Harley Quinn #43 review

This month Christopher Sebela takes Harley through her paces in part one of a new tale titled “One of My Turns”. This book is bridging the gap before new series writer Sam Humphries takes over on the 4th of July for a really bold new direction. That leaves Sebela basically treading water with the current status quo, unfortunately, trapped in a position of giving us what basically amounts to a static two-parter in which the best we can hope for is some fun gags and high adventure. Because real changes are coming to this book next month, and therefore June can’t really do much with Harley except keep her on ice until it’s time to basically relaunch.

So what does Sebela do with his moment in Harley’s sunshine? Sends her down a psychedelic spiral that feels simultaneously too weird to feel connected to, and yet too grounded given the heights of the flights this book has taken in the past.

Harley’s bugged by a nightmare bug, she meets “Frank” (for lack of a better name–Harley’s always naming people and things whether they want it or not), and they’re off to solve this distracting problem. That’s literally the plot of this–and unfortunately the depth of it as well. But I’m not to blame Sebela entirely for this one: the jokes are generally on point and there’s really nothing wrong with a straightforward comic book caper. But this is one of those books in which the art feels like it’s working against the writing at every turn.

Joker toxin? Fear gas? Bad tacos?

John Timm’s cover is the same great Harley we’ve grown accustomed to, but inside the wrappers, it’s Mirka Andolfo, and let’s just say the work doesn’t quite pop the way you might want it to in a Harley Quinn comic–or expect it, at this point. Perhaps we’ve been generally spoiled on this title for the entirely of its run, but Andolfo is hit and miss generally, and in this book especially it’s more miss than hit. Andolfo’s environments have always been thin: there’s a Manga influence in his work that means lots of action lines and empty backgrounds. Mostly, the action tracks well in spite of that, but in this book it really suffers; the continuity of movement from one panel to the next is confusing and distracting.

The “faux”-opening of Harley with the Justice League is a funny joke, but Harley busting out of the simulator is confusing at best. The environment is completely nondescript and there’s only a block-lettered sign on the wall that reads “Escape Room Coney Island”.  While the reader plays catch up several panels later, I’m still thinking about how that full-page shot could have been so much clearer and so much more interesting than just a bland sign on a dull wall and a guy awkwardly sitting in a chair.

Later in the subway: is Harley suddenly crouching on the bench she was just sitting on one panel before? Or is she now on the ground (can’t really tell from the angle), and what are we looking at anyway? Train lights, I presume, but again, that only becomes clear after you stop and study the image–and no one wants to be pulled to a dead stop in the middle of a comic book to try to figure out what’s going on.  Later on Harley yanks “Frank” out of the river, but we have no idea how she does it; it just magically happens from one panel to the next and we get some impact lines to indicate that Frank has hit the ground and Harley speaking a line that implies that she threw him, even though none of her body language suggests this and Frank’s not even in the preceding panel where Harley hauls herself up on the railing. It appears physically impossible for her to have accomplished this feat and just leaves the reader scratching their head.

The arm she’s holding out can’t be the one she threw him with

Finally, the characters just aren’t rendered that great.  Harley’s facial structure seems to shift and change from page to page. Sometimes she looks like a Kewpie doll and sometimes her skull seems to stretch and her nose gets long.  I can literally see colorist Gabe Eltaeb struggling to give her face more rounded definition. And Frank, well, not only is he not very interesting in terms of design, but the only thing really “hideous” about him on the reveal seems to be his eyes, which is the one feature he doesn’t cover with his hoodie and scarf.

Sebela’s story is serviceable, even if it does feel “safe”, but I can’t help feeling that in the hands of another artist this would have been a much more entertaining and enjoyable read.

Recommended If…

  • You’re intrigued by the possibility of Professor Pyg.
  • Hijinx Harley is really all you want for some superfluous reading.

Overall

Christopher Sebela continues the recent trend of keeping the Queen of Quinn relatively untethered from her Coney Island gang in this new storyline that features a hallucinating Harley, a curious new ally, and he promise of some potentially intriguing villains. But it feels like mostly promise and very little payoff for the moment. This book feels strangely as low stakes as it’s ever gotten in this series: I’m honestly not even sure what it is we’re supposed to care about: Harley’s psychedelic problem, sad Frank, the final disposition of Harley’s beloved beaver? Even with the rote nature of the plot this book might have been a good time but it’s saddled with art that doesn’t serve it well, it just feels like a dispirited fill-in on our way to the next thing.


Task instructions: Search the records below for the word "label". Copy each line where it occurs.

Entries from a visual dataset:

━━━━━━━━━━━━━━━━━━━━━━━━━━━━━━

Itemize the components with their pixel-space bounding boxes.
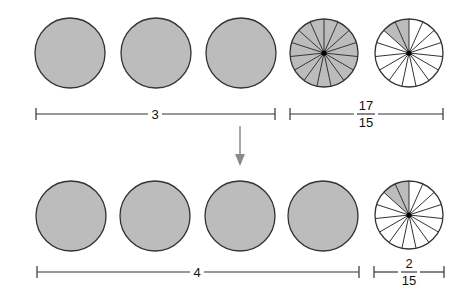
bottom-fraction-numerator: 2 <box>405 256 412 271</box>
whole-circle <box>206 18 276 88</box>
fraction-circle <box>375 181 443 249</box>
whole-circle <box>120 181 190 251</box>
fraction-circle <box>375 19 443 87</box>
whole-circle <box>121 18 191 88</box>
top-whole-circles <box>35 18 276 88</box>
bottom-whole-circles <box>36 181 358 251</box>
whole-circle <box>205 181 275 251</box>
down-arrow-icon <box>235 126 245 166</box>
bottom-fraction-circles <box>375 181 443 249</box>
fraction-circle <box>290 19 358 87</box>
whole-circle <box>35 18 105 88</box>
fraction-diagram: 3 17 15 4 2 15 <box>0 0 470 303</box>
top-whole-label: 3 <box>151 107 158 122</box>
whole-circle <box>288 181 358 251</box>
top-fraction-circles <box>290 19 443 87</box>
top-fraction-denominator: 15 <box>359 115 373 130</box>
bottom-whole-label: 4 <box>193 265 200 280</box>
bottom-fraction-denominator: 15 <box>402 273 416 288</box>
top-fraction-numerator: 17 <box>359 98 373 113</box>
whole-circle <box>36 181 106 251</box>
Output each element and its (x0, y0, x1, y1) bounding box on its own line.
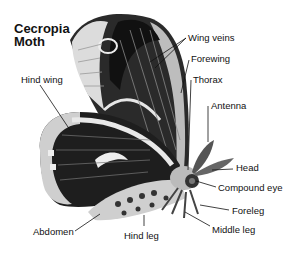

━━━━━━━━━━━━━━━━━━━━━━━━━━━━━━

Written reply:
top-whole-label: 3 <box>151 107 158 122</box>
bottom-whole-label: 4 <box>193 265 200 280</box>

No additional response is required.